Substance matters too. A holding company claiming treaty benefits or a favourable residence position increasingly needs genuine management and decision-making in its jurisdiction. Empty companies are the ones that fail under scrutiny.
Common pitfalls
The most expensive mistake is ignoring the local entry and exit taxes. Purchase taxes, annual charges on corporate-held residential property, and look-through capital gains on share sales can quietly erase the benefit of an elegant offshore wrapper.
The second is financing missteps. How a property is funded, equity versus debt, who lends, and on what terms, affects both the local tax position and the asset-protection outcome. Mortgages and intra-group loans need to be arm's-length and documented.

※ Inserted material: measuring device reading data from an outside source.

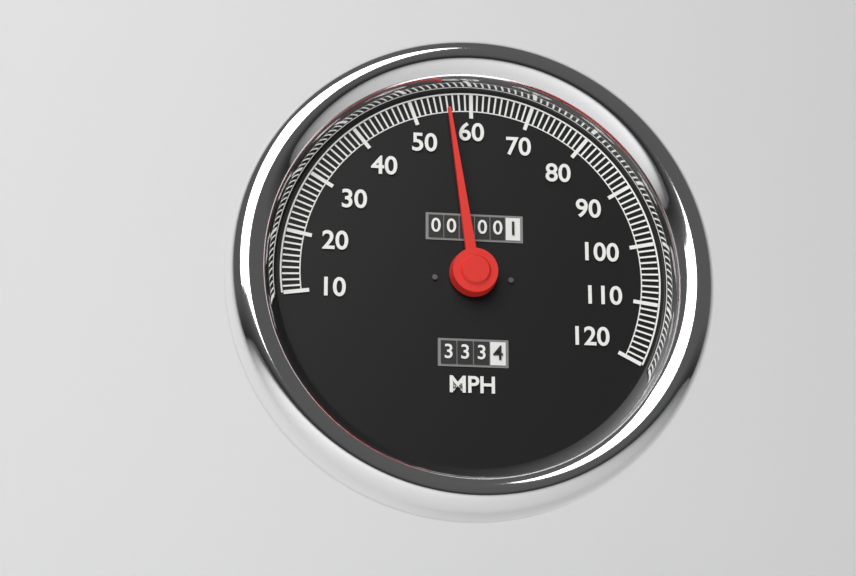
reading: 56 MPH
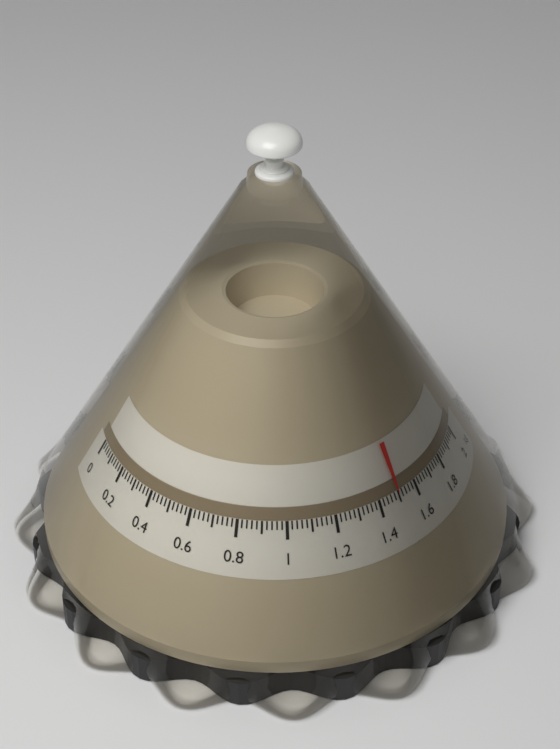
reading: 1.50 kg
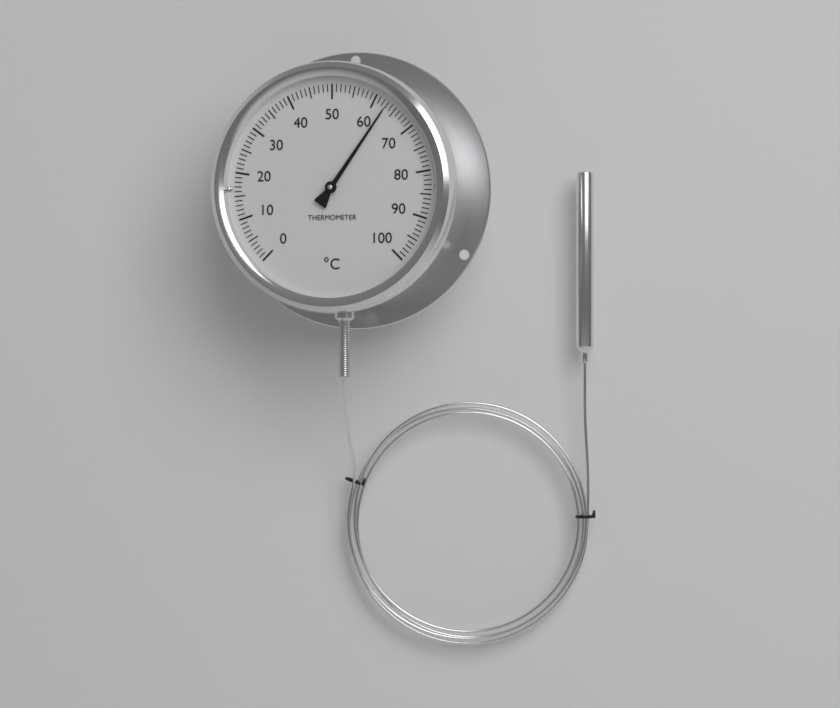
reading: 63 °C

The third is personal-use property held in a company. Living in a property owned by your own company can trigger benefit-in-kind charges or other adverse treatment in several countries. Investment property and personal-use property often call for different structures.
The fourth is protection sought too late. Moving a property into a protective structure once a creditor or dispute is in view can be challenged as a transfer to defeat creditors. Protection is built in calm times.
How HPT helps
We design property-holding structures from the asset outward, starting with the law and tax of the country where the real estate sits, then layering the right holding company, trust or foundation to meet your succession, liability and privacy goals. We coordinate the position across the property's location, your own tax residence and your beneficiaries, keep the structure compliant with substance and reporting rules, and keep it no more complex than it needs to be.
If you hold, or are about to buy, property across borders, we would welcome the conversation.
The director's note.
Once a quarter. Practical commentary from active mandates — banking, structures, mobility, regulation. No marketing send.